From: Thomas Heller
Columbus
Michael Leppert, a columnist and lecturer at Indiana University, recently shed light on the $5 billion in taxes already paid and collected that the state of Indiana has amassed in a budget reserve fund (“Indiana still shouldn’t hold a pile of our money,” Jan. 29). That is money now bubbling over 12.5% of general-fund spending levels and triggering an automatic refund to state taxpayers. Leppert argues that the state should not be in the business of stuffing a piggy bank with our taxes.
I agree, but Leppert apparently is unaware this same thing is happening at local governments although it is far less visible — and far less reported — than the state’s bulging coffers. It is just as real, however, with many, many tens of millions of tax monies already paid and collected accumulating in various bank accounts with no plans to spend it.
Here, one TIF (Tax Increment Financing) district last reported an end-of-year cash balance of $19.6 million, growing by several million dollars a year. They apparently can’t spend it fast enough. I have elsewhere projected it will amass $40 million in unearned tax revenue.
Another TIF district is collecting tax revenues at three times the rate of its ongoing annual debt service. Ordinarily, bondholders are satisfied with a 25% bond reserve. But at this pace, this district will build up another $40 million reserve; it’s already reached $16.8 million.
And a third TIF district has just been formed. The bonds it plans for won’t even draw upon its TIF revenues but that TIF already has laid claim to new tax revenues from virtually all the developable commercial property for the next quarter-century. Just another way to accumulate money beyond the public’s view.
That’s just in the city.
The county has a TIF that won’t be able to address the increased truck traffic its development will necessitate. The county has already granted abatements to the trucking firms who’ve committed to build terminal facilities there.
With all these special funds collecting taxes and stashing that money into idle bank accounts, we have to wonder who’s in charge here? And just exactly for whose benefit is this being done? Those are pertinent questions because we’ve seen the consequence: My city’s property tax rate has risen 36 percent since all this started.
Maybe Michael Leppert can suggest a remedy.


Your instructions: No pictures, nothing altered: return the data below.

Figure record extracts
□ □ □ □ □ □ □

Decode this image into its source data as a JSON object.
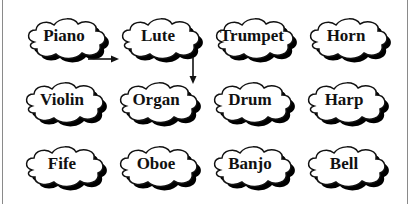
{
  "diagram": {
    "clouds": [
      {
        "label": "Piano",
        "row": 0,
        "col": 0,
        "x": 22,
        "y": 14
      },
      {
        "label": "Lute",
        "row": 0,
        "col": 1,
        "x": 116,
        "y": 14
      },
      {
        "label": "Trumpet",
        "row": 0,
        "col": 2,
        "x": 210,
        "y": 14
      },
      {
        "label": "Horn",
        "row": 0,
        "col": 3,
        "x": 304,
        "y": 14
      },
      {
        "label": "Violin",
        "row": 1,
        "col": 0,
        "x": 20,
        "y": 78
      },
      {
        "label": "Organ",
        "row": 1,
        "col": 1,
        "x": 114,
        "y": 78
      },
      {
        "label": "Drum",
        "row": 1,
        "col": 2,
        "x": 208,
        "y": 78
      },
      {
        "label": "Harp",
        "row": 1,
        "col": 3,
        "x": 302,
        "y": 78
      },
      {
        "label": "Fife",
        "row": 2,
        "col": 0,
        "x": 20,
        "y": 142
      },
      {
        "label": "Oboe",
        "row": 2,
        "col": 1,
        "x": 114,
        "y": 142
      },
      {
        "label": "Banjo",
        "row": 2,
        "col": 2,
        "x": 208,
        "y": 142
      },
      {
        "label": "Bell",
        "row": 2,
        "col": 3,
        "x": 302,
        "y": 142
      }
    ],
    "arrows": [
      {
        "from": "Piano",
        "to": "Lute",
        "direction": "right"
      },
      {
        "from": "Lute",
        "to": "Organ",
        "direction": "down"
      }
    ],
    "colors": {
      "outline": "#111111",
      "shadow": "#000000",
      "fill": "#ffffff",
      "border": "#8a8a8a"
    }
  }
}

□ □ □ □ □ □ □

Task response:
Decode this image into its source data as a JSON object.
{
  "diagram": {
    "clouds": [
      {
        "label": "Piano",
        "row": 0,
        "col": 0,
        "x": 22,
        "y": 14
      },
      {
        "label": "Lute",
        "row": 0,
        "col": 1,
        "x": 116,
        "y": 14
      },
      {
        "label": "Trumpet",
        "row": 0,
        "col": 2,
        "x": 210,
        "y": 14
      },
      {
        "label": "Horn",
        "row": 0,
        "col": 3,
        "x": 304,
        "y": 14
      },
      {
        "label": "Violin",
        "row": 1,
        "col": 0,
        "x": 20,
        "y": 78
      },
      {
        "label": "Organ",
        "row": 1,
        "col": 1,
        "x": 114,
        "y": 78
      },
      {
        "label": "Drum",
        "row": 1,
        "col": 2,
        "x": 208,
        "y": 78
      },
      {
        "label": "Harp",
        "row": 1,
        "col": 3,
        "x": 302,
        "y": 78
      },
      {
        "label": "Fife",
        "row": 2,
        "col": 0,
        "x": 20,
        "y": 142
      },
      {
        "label": "Oboe",
        "row": 2,
        "col": 1,
        "x": 114,
        "y": 142
      },
      {
        "label": "Banjo",
        "row": 2,
        "col": 2,
        "x": 208,
        "y": 142
      },
      {
        "label": "Bell",
        "row": 2,
        "col": 3,
        "x": 302,
        "y": 142
      }
    ],
    "arrows": [
      {
        "from": "Piano",
        "to": "Lute",
        "direction": "right"
      },
      {
        "from": "Lute",
        "to": "Organ",
        "direction": "down"
      }
    ],
    "colors": {
      "outline": "#111111",
      "shadow": "#000000",
      "fill": "#ffffff",
      "border": "#8a8a8a"
    }
  }
}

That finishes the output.